Fielding a question on whether he feared an attack from Israel or the
US,
Ahmadinejad
said armed
confrontation
was no
longer a
possibility.
That’s clear
“even for
mentally
challenged
people,” he
said with a
smile.
Twitter
co-founder
in Israel
to speak
about social
networking
and business
Co-founder
of Twitter
Biz Stone is
in Israel
for the
first time
to speak at
a conference
being held
on Tuesday
night by the
College of
Management
Academic
Studies. The
networking
conference,
intended for
the
college's
alumni, will
focus on the
topic of
social
networking
sites.
Despite
being a
leader
among
social
sites
with
over 40
million
registered
users,
Twitter
does not
charge a
membership
fee and
remains
free of
advertising.
"2010 I
think
will be
the year
we start
focusing
a little
more on
revenue,"
Stone
said at
a press
conference
in Tel
Aviv the
morning
before
the
conference.
"We
still
have a
lot of
product
work to
do."
Palin
Ignites New
Debate On
GOP Support
For Israel
Jewish
Democrats
say she’s
the best
thing that
could happen
to them in
2012, and
Republicans
say she’s
almost
beside the
point as
Jewish
voters sour
on President
Barack
Obama’s
Israel
policies,
runaway
budget
deficits and
a faltering
domestic
agenda.
Welcome to
the first
skirmishes
of Campaign
2012 and the
adventures
of Sarah
Palin, the
former
governor of
Alaska, 2008
GOP vice
presidential
nominee and
maybe the
latest in a
line of
Evangelical
Christians
who think
Bible
prophecy is
being
fulfilled in
today’s
Middle East
conflict.
Palin,
touring to
promote her
new book
“Going
Rogue,”
sparked
reactions
ranging from
concern to
bafflement
when she
criticized
Obama
administration
pressure on
Israel over
Jewish
settlements
— and said
settlement
growth is
needed for
the many
Jews who
will be
“flocking to
Israel in
the days and
weeks and
months
ahead.”
Was she
simply
misinformed
about recent
immigration
trends in
Israel — or
was she
echoing
popular
millennial
prophecies
that predict
a great
ingathering
of Jews in
the last
days before
Israel is
consumed in
the terrible
wars
signaling
the coming
of the
Christian
Messiah?
A leading
analyst of
the
religion-politics
intersection
said the
latter is
the only
likely
interpretation.
“This notion
of Jews
flocking to
Israel in
the days and
weeks ahead
can only
come from a
pre-millennialist
perspective,”
Mark Silk, a
Trinity
College
professor
and director
of the
school’s
Leonard E.
Greenberg
Center for
the Study of
Religion in
Public Life,
told The
Jewish Week.
“It seems to
be her frame
of reference
when it
comes to the
Middle
East.”
A prominent
Jewish
Republican,
though,
scoffed at
that
interpretation.
“This was
just Sarah
being
Sarah,” said
this
political
veteran, who
asked not to
be
identified.
“This is a
sideshow;
the real
issue is
President
Obama’s
failed
domestic
agenda and
his even
worse Middle
East
policies.”
Ultra-Orthodox Jews protest at Intel Israel plant
Police detain a demonstrator at the Intel chip factory in Jerusalem
JERUSALEM, Nov 21 (Reuters) - Hundreds of ultra-Orthodox Jews demonstrated on Saturday at Intel Corp.'s new electronic chip plant in Israel, in protest against work taking place at the site on the Jewish Sabbath.
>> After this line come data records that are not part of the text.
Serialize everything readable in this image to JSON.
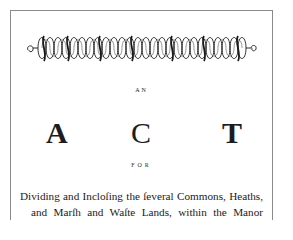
{
  "document": {
    "ornament": {
      "icon": "interlaced-loop-border-ornament",
      "color": "#1a1a1a"
    },
    "heading_small": "AN",
    "title_letters": [
      "A",
      "C",
      "T"
    ],
    "subheading": "FOR",
    "body_lines": [
      "Dividing and Incloſing the ſeveral Commons, Heaths,",
      "and Marſh and Waſte Lands, within the Manor"
    ],
    "frame_color": "#8a8a8a"
  }
}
Policemen dispersed the crowd and arrested several protesters for violent conduct, a police spokesman said.
The protesters said opening the plant for work on Saturday was a desecration of the Sabbath, which runs from Friday night to Saturday night. Ultra-Orthodox Jews held a similar protest last week outside the plant.
The protests highlighted tensions between Israel's largely secular Jewish population and an Orthodox Jewish minority that insists the Jewish state follow ancient religious laws that prohibit driving or working on the Jewish Sabbath.
Ultra-Orthodox Jews have held similar demonstrations in the city over the past few months to protest at the opening of a parking lot on Saturdays.